Political Islam ,meanwhile, has itself entered that phase of its existence where, no longer an insurgent banner, it is now a decoration used by powerful states as part of their justification of themselves. Today, it is borne along by Turkey and Iran, and this is its main remaining relevance.
But in both these cases, political Islam is mixed up with a kind of imperial revanchism as the main justifying idea of the regimes. And in any case, this is largely a top down affair, with insurgents re-mustered as military contractors. The former Sunni Islamist rebels of northern Syria, for example – are now trucked and flown hither and thither by the Turkish state and Adnan Tanriverdi’s SADAT company – to Libya, to Azerbaijan. The various militias that the Iranian IRGC raises – Fatemiyun and Zeinabiyun – labor in return for tiny salaries and residency rights to the Shia refugees who make up the ranks .
If this reminds you of anything, it should. It is a phase that both Arab nationalism and Soviet style communism also passed through, before dissolving. Long after its existence as a revolutionary idea, Arab nationalism became the empty excuse offered by a series of Arab police states for their existence and their repression. And long after the days when it inspired millions, Soviet style communism remained as the justifying ideology of a number of harsh and airless dictatorships in Europe, Asia and Africa.
Political Islam has now entered this phase of its existence. Which means that as an idea, it hardly matters anymore. The states have returned. The Middle East is entering a phase of major power competition. The recent Israel-UAE deal was an important event in this process of alliance crystallization.
Three power blocs are now set to compete in the Gulf, the Mediterranean and across the semi governed spaces of the Arabic speaking world. Two of these – those led by Iran and Turkey – present political Islam in its post insurgent phase. The third, that of Israel, Saudi Arabia, Egypt and the UAE, constitutes the camp of the reaction against insurgent political Islam, which defeated it.
So we are, it appears, at the end or in the closing stages of a trajectory. The trajectory is that of an idea, which came, and rose, and was conquered, and the legacy of which is a broken region and two decades of insurgency and civil war.

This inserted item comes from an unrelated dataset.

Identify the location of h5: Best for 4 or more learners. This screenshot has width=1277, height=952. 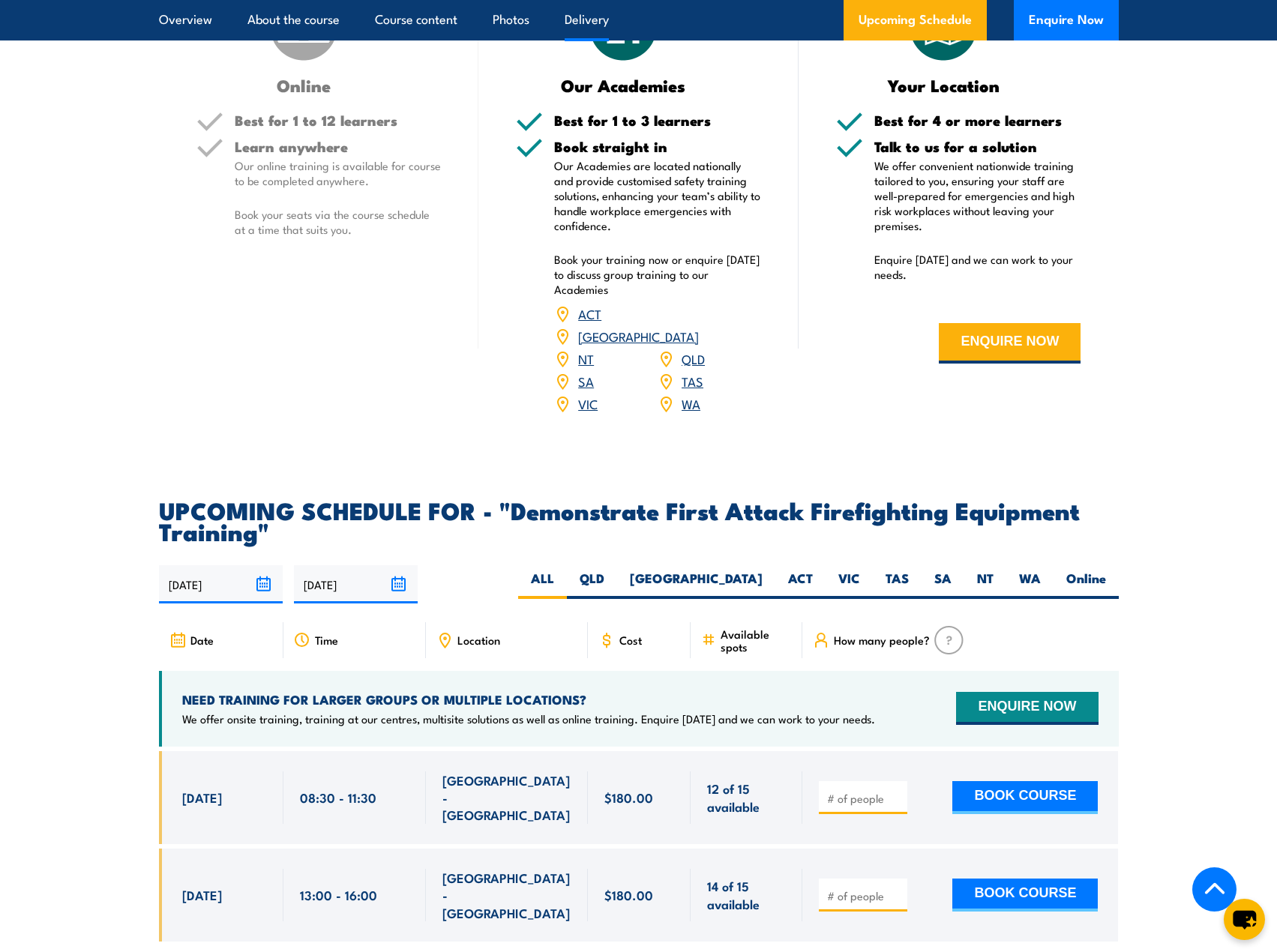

We didn’t know what was coming, then, in the summer of 2000, in Jerusalem, in the curious interim months between the end of the bright hopes of the 1990s and the thing that was going to replace them. We know now.
As to what will follow, there will be winners and losers. Iran and Turkey will continue to present themselves as representatives of Islamic authenticity and purity. There will be few buyers. One of the characteristics of ideologies in their senile phase, when they become part of the language that regimes use to justify themselves, is that no one is really convinced by them. Not even the people who serve them, and certainly no one else. The game to come is power competition, directed by ruling elites from above. Among the emergent generation, meanwhile, there appears to be a very great cynicism, a perhaps healthy indifference towards all such narratives, and a search mainly for self advancement.
Here in Israel, as in the other areas targeted for destruction by insurgent political Islam, we have come through. And we are well placed to flourish in the period ahead, on condition that we can maintain our own deeply strained social contract – exposed starkly by Covid 19. The idea that first erupted into real consequence in the Arab world in Jerusalem, and which for a moment seemed about to bestride the world, has gone down to defeat. In 2020, 20 years since the outbreak of the Second Intifada, the age of Islamist insurgency in the Middle East appears to have passed.